The measures will place significant emphasis on wind and solar power and other renewable energy sources.
However, opponents in the energy industry have vowed to fight the plan.
"I'm convinced no challenge provides a greater threat to the future of the planet," Obama said. "There is such a thing as being too late."
Those opponents say Obama has declared "a war on coal". Power plants fired by coal provide more than a third of the US electricity supply.
BREAKING DOWN THE CLEAN POWER PLAN
The revised plan will aim to cut carbon emissions from the power sector by 32 per cent by 2030, compared with 2005 levels.
"We are the first generation to feel the impacts of climate change, and the last generation to be able to do something about it," Obama said.
He likened the plan to taking 166 million cars off the road in terms of environmental impact.
He called taking a stand against climate change a "moral obligation".
Obama brushed off the notion that the plan is a "War on Coal" that will kill jobs and said he is reinvesting in areas of the US known as "coal country".
"Scaremonging" tactics will not work to stop the proposal, he said.
"If we don't do it nobody will. America leads the way forward... that's what this plan is about. This is our moment to get something right and get something right for our kids," he said.
Each US state will have an emission-cutting goal assigned to it and must submit a proposal to the Environmental Protection Agency on how it will meet the target.
The BBC's Tom Bateman in Washington says President Obama will hope that Monday's announcement secures his legacy on climate change.
The measures, our correspondent says, would give the president the moral authority he needs to argue for global reductions in greenhouse gases at a major conference in Paris later this year.
However, several state governors are already saying they will simply ignore the plans.
In face of the criticism, the White House said the release of the plan was "the starting gun for an all-out climate push" by the president and his cabinet.
HILLARY CLINTON VOW
In a video released by the White House, Obama said the new limits were backed up by decades of data showing that without action the world faced more extreme weather and escalating health problems.
"Climate change is not a problem for another generation. Not any more," Obama said.
"My administration will release the final version of America's Clean Power Plan, the biggest, most important step we have ever taken to combat climate change."
Democratic presidential candidate Hillary Clinton said she would defend the plan if she was elected to replace Obama.
"It will need defending. Because Republican doubters and defeatists - including every Republican candidate for president - won't offer any credible solution," she said.
"The truth is, they don't want one."
One Republican presidential candidate, Marco Rubio, said the plan would be "catastrophic," while another, former Florida governor Jeb Bush, said the plan was "irresponsible and over-reaching".

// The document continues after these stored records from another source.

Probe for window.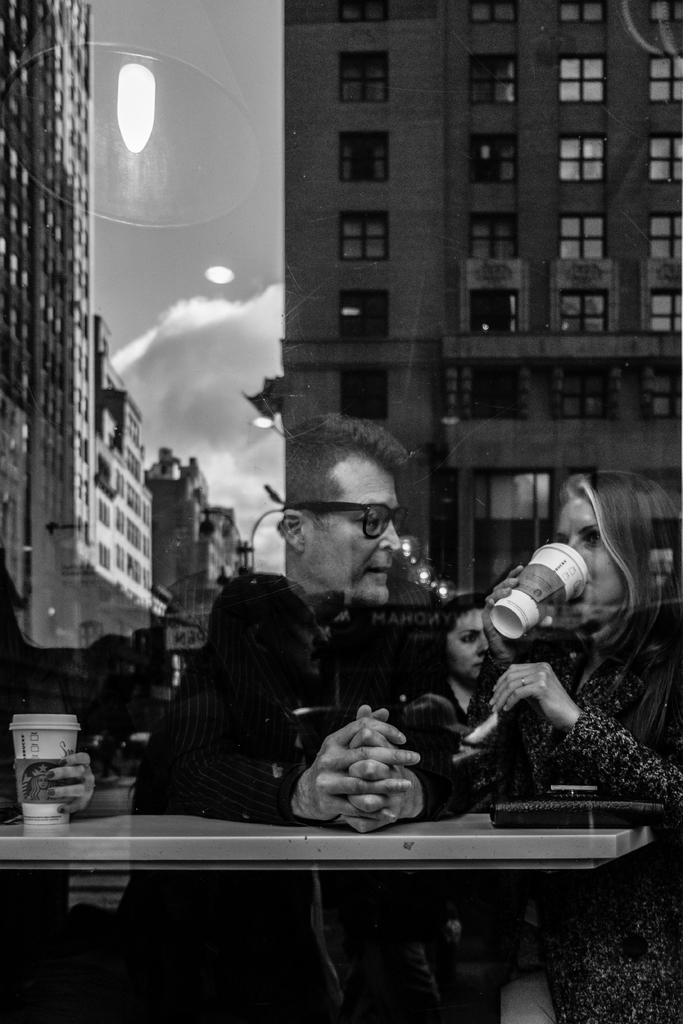
Probe result: BBox(334, 42, 397, 111).
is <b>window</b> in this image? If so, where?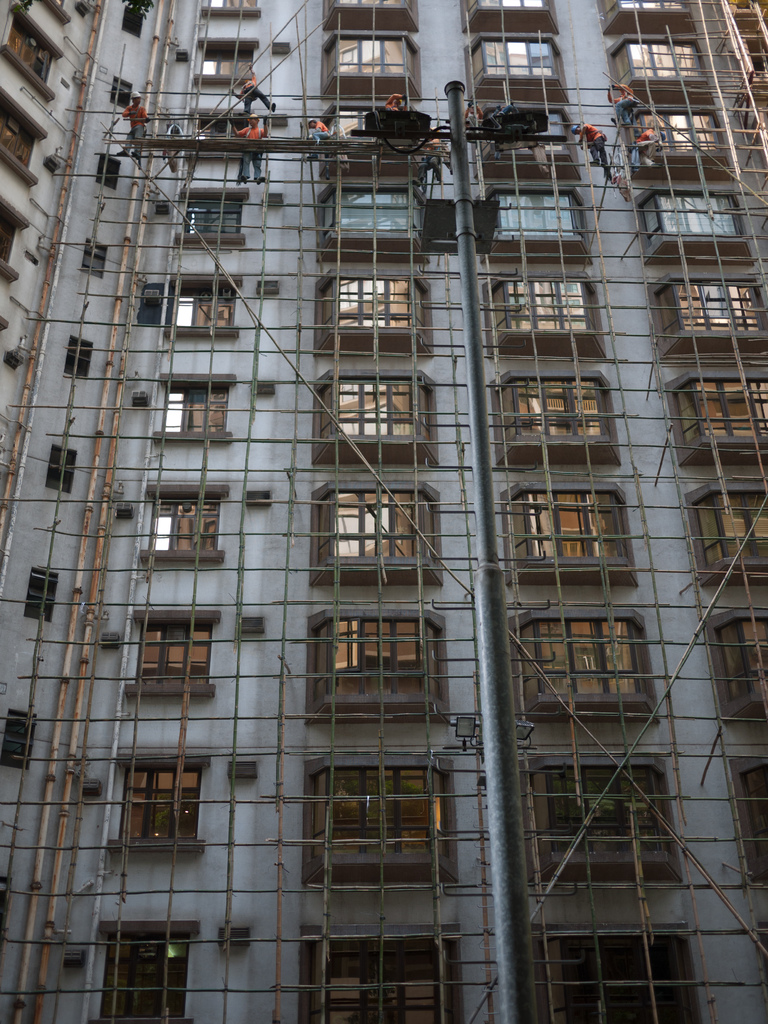
Yes, at (left=49, top=0, right=68, bottom=24).
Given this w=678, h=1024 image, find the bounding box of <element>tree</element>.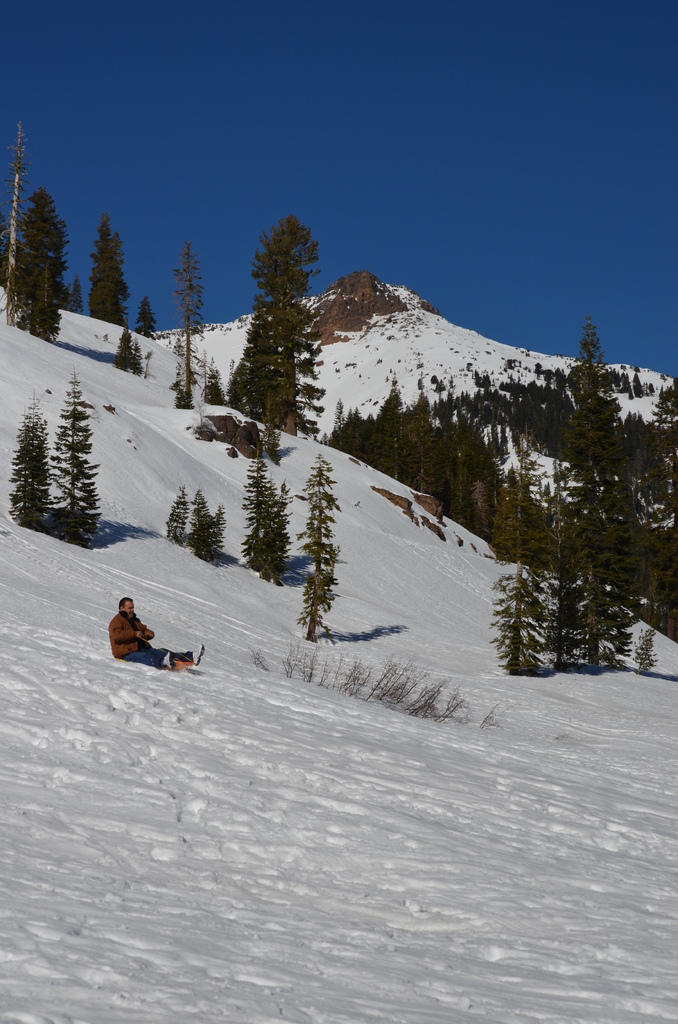
489, 438, 547, 677.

"The Supreme Court ruled, it's very clear that the EPA has the authority to regulate greenhouse gas emissions, so regulation is inevitable and I think it's very irresponsible for the Republican leadership to go out there and say we don't have any solutions, this is all wrong, we don't believe in the science, so let's throw up our hands and do nothing," Heather Zichal, a former climate and energy adviser to the president and a key architect of the plan told the BBC's Matt McGrath.
"This will be an issue in the 2016 election and because the Democrats have a far more responsible policy position, it will allow them to prevail."
Correspondents say the emphasis on renewable energy sources marks a significant shift from the earlier version of the plan that sought to speed up a transition from coal-fired power to natural gas plants, which emit less carbon dioxide.
It is believed the revised plan will aim to keep the share of natural gas in US power generation at current levels.
Power stations are the largest source of greenhouse gases in the US and account for about one third of all such US emissions.